Members of Boulder-based Clovis Oncology Inc.’s board of directors are among the most highly compensated — at least on paper. But a single-day dive in the company’s stock from to means they probably won’t be able to cash in.
As of Thursday, the stock was trading at $13.82 per share.
Clovis’ board members accounted for spots No. 3 through 10 in total director compensation for fiscal year 2015, according to data on Colorado’s publicly traded companies provided by S&P Global Market Intelligence*. Four seats are held by members of the company’s compensation committee.
The eight board members, seven men and one woman, received a combined $4.94 million. Each received $562,399 in options awards. The rest came in director fees that ranged from $45,000 to $80,000 per person.
Each director’s compensation is broken down in .
Clovis’ stock climbed from July 2014 until it plummeted in November. Then in April, an advisory panel , rociletinib.
Clovis officials did not respond to requests for comment about board compensation.
Summit Materials chairman Howard L. Lance, last year’s most highly paid board member, earned more than five times what the second-place earner, Intrepid Potash co-founder Hugh E. Harvey Jr., made.
Lance received $4.76 million, most of which came through stocks and options. Summit officials declined to comment on his compensation.
The company went public in March 2015. Its initial public offering was listed at $18 a share. The stock hit a high of nearly $29 a share in May 2015 and a low of about $14 in February.
A breakdown of Lance’s compensation, as well as that of Summit Materials’ two other board members, is available in .
Harvey took in $905,000. The company’s stock followed a downward trend throughout 2015 and reached a low of about $0.65 per share in March of this year. It’s hovered around $1.50 a share in June. Compensation for Harvey and the company’s four other board members is listed in .
The median 2015 compensation for the 580 board members was $175,000. The average was about $184,000, pulled up by Lance’s figure.
Among the 107 companies, total board member compensation averaged nearly $1 million.
High director pay can compromise director independence, said Brandon Rees, deputy director of the AFL-CIO Office of Investment.
“When you are making upwards of half a million a year to serve on the board, and face the possibility of not being renominated, you are incentivized to collaborate with management,” he said.
*Numbers for Liberty Media and Liberty Interactive were not included in the data.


What is expected:
In the listing below, locate the lines that hold "each" and copy them.

Recorded information:
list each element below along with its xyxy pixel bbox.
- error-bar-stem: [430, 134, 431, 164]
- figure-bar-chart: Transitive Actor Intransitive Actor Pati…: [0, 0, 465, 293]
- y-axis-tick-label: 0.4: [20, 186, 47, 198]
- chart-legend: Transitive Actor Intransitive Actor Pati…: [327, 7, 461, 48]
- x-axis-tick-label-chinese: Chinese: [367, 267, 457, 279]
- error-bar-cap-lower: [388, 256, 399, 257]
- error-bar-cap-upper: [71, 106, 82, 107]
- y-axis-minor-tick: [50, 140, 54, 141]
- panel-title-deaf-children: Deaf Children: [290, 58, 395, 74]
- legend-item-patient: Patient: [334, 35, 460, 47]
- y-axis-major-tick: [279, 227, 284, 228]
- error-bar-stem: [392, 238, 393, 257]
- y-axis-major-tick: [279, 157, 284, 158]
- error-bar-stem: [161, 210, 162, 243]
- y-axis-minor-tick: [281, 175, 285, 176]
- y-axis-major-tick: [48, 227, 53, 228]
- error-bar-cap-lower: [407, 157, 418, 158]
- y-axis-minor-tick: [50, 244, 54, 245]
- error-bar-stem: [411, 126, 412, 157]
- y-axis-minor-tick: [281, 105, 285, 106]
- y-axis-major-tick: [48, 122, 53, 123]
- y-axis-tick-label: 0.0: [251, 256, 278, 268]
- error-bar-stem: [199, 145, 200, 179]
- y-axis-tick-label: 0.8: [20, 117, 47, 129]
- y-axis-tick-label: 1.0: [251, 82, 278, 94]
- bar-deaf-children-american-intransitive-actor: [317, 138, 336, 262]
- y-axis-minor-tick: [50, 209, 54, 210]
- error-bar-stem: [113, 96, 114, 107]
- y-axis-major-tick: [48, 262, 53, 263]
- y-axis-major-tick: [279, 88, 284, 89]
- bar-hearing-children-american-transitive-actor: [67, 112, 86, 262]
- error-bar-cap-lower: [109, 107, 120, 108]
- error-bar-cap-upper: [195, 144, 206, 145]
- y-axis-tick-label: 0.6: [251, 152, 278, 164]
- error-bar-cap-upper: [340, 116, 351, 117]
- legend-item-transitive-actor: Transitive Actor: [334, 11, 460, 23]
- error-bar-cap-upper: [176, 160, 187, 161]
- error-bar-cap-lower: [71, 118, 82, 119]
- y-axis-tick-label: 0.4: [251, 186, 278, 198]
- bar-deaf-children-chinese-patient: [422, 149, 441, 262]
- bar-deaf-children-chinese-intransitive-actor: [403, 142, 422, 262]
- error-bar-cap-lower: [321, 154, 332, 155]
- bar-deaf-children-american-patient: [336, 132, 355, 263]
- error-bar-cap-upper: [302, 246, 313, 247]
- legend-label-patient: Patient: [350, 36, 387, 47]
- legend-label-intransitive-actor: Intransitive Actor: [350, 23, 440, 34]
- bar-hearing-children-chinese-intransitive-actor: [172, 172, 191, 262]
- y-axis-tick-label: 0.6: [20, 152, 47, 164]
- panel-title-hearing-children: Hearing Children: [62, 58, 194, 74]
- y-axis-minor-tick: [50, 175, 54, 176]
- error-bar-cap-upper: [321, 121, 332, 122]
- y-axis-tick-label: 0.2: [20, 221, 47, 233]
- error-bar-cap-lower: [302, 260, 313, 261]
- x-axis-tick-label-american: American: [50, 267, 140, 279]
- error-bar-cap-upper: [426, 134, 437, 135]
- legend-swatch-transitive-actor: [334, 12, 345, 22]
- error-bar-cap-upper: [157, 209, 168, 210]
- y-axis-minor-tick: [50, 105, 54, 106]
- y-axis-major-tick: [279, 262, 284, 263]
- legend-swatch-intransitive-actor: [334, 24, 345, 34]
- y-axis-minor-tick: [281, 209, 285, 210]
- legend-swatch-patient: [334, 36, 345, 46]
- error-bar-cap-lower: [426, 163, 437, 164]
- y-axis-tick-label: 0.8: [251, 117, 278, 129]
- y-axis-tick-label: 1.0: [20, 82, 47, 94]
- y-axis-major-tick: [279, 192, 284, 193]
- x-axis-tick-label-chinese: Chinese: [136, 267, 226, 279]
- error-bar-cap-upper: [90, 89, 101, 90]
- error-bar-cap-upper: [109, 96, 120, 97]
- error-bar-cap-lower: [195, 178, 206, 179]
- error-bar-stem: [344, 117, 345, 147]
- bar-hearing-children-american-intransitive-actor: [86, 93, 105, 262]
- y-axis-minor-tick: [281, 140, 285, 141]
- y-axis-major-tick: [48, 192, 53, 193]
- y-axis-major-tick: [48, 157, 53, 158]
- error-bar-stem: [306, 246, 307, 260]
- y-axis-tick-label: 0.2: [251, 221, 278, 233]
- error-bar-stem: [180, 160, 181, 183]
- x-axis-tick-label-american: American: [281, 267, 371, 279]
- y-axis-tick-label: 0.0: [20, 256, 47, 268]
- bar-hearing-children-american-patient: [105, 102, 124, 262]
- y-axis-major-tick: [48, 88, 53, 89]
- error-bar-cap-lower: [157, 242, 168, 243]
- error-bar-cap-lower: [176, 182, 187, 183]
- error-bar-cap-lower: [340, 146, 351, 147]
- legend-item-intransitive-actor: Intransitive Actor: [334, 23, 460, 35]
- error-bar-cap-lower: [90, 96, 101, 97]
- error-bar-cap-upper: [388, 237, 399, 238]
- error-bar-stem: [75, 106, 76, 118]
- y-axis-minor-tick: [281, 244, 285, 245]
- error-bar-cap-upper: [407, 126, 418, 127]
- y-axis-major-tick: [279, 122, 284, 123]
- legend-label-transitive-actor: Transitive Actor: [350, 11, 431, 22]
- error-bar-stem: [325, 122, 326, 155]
...
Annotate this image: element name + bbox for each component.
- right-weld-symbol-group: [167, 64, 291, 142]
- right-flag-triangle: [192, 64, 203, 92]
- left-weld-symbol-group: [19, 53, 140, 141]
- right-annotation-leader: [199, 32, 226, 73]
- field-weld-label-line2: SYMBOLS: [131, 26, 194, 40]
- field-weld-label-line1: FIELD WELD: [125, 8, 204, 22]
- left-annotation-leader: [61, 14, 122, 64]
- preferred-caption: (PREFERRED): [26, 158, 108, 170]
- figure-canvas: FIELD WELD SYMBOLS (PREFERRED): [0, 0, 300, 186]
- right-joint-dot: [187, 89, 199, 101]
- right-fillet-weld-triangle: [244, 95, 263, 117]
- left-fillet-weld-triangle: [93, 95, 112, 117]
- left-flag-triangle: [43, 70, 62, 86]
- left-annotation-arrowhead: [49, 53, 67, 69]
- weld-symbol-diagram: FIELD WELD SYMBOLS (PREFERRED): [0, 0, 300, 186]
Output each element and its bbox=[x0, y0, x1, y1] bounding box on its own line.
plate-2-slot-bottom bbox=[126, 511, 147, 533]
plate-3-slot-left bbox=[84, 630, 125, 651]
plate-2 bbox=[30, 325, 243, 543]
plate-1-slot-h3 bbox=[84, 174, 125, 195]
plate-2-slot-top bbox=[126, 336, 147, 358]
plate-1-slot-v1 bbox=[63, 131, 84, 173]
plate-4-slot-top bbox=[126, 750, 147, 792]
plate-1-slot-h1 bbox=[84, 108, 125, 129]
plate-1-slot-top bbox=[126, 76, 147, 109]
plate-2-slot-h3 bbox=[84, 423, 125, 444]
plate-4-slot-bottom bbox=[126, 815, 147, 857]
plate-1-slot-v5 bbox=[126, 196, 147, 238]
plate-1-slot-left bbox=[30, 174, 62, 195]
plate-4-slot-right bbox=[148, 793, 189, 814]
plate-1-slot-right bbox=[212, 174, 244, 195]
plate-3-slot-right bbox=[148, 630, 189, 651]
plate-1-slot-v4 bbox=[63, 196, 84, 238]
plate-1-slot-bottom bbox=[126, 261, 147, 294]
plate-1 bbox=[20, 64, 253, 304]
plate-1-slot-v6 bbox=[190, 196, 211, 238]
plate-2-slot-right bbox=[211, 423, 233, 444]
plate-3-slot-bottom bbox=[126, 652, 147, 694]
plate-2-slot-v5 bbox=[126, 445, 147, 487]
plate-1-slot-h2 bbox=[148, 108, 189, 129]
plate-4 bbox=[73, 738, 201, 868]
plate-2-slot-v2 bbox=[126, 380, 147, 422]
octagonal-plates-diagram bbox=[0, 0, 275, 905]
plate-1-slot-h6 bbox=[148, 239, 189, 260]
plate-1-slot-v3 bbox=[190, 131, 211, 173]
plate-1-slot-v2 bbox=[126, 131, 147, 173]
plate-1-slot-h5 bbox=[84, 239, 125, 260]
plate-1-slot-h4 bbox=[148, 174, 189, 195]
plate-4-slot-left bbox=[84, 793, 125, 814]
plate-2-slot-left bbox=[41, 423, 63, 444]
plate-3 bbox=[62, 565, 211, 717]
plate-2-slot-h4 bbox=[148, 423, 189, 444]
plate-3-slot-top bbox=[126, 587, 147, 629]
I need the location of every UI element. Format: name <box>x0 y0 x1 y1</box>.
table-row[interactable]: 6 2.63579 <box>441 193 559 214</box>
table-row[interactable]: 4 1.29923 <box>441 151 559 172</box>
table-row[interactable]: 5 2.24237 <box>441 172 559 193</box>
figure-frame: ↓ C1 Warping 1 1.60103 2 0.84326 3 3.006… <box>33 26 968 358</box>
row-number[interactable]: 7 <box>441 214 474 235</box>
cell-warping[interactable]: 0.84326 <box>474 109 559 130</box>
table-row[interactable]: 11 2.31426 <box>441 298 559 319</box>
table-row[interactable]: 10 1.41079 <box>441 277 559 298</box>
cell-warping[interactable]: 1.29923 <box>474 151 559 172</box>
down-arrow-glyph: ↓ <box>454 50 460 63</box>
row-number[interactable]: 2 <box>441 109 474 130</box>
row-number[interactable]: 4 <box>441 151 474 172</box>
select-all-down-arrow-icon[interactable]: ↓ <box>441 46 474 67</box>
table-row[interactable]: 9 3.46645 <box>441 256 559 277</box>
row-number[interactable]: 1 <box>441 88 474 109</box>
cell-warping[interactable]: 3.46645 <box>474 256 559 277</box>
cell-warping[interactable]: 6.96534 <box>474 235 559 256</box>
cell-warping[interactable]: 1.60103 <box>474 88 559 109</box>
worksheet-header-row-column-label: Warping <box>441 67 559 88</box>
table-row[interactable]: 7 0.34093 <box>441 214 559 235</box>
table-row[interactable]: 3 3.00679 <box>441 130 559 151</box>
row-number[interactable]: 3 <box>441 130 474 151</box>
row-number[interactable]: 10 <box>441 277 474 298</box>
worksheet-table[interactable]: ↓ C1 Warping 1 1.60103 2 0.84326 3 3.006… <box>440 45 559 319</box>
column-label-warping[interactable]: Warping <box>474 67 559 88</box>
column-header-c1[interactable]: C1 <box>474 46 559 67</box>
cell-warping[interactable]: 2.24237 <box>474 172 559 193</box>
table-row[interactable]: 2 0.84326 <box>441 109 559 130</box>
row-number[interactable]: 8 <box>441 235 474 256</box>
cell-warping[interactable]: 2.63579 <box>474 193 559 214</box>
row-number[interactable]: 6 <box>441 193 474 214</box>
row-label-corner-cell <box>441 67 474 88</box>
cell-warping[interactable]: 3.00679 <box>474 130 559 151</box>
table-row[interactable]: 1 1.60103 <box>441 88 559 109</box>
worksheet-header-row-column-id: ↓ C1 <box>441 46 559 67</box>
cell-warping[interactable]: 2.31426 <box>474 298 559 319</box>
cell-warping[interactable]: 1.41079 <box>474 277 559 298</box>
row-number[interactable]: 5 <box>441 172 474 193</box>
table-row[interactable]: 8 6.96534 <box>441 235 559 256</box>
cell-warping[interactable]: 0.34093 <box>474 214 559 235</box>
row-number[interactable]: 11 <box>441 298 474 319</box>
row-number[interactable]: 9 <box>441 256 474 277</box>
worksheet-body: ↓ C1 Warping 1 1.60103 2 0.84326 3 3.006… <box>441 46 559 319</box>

Result below:
list each element below along with its xyxy pixel bbox.
Annotate this image: element name + bbox for each component.
Output each element and its bbox=[x0, y0, x1, y1] bounding box on its own line.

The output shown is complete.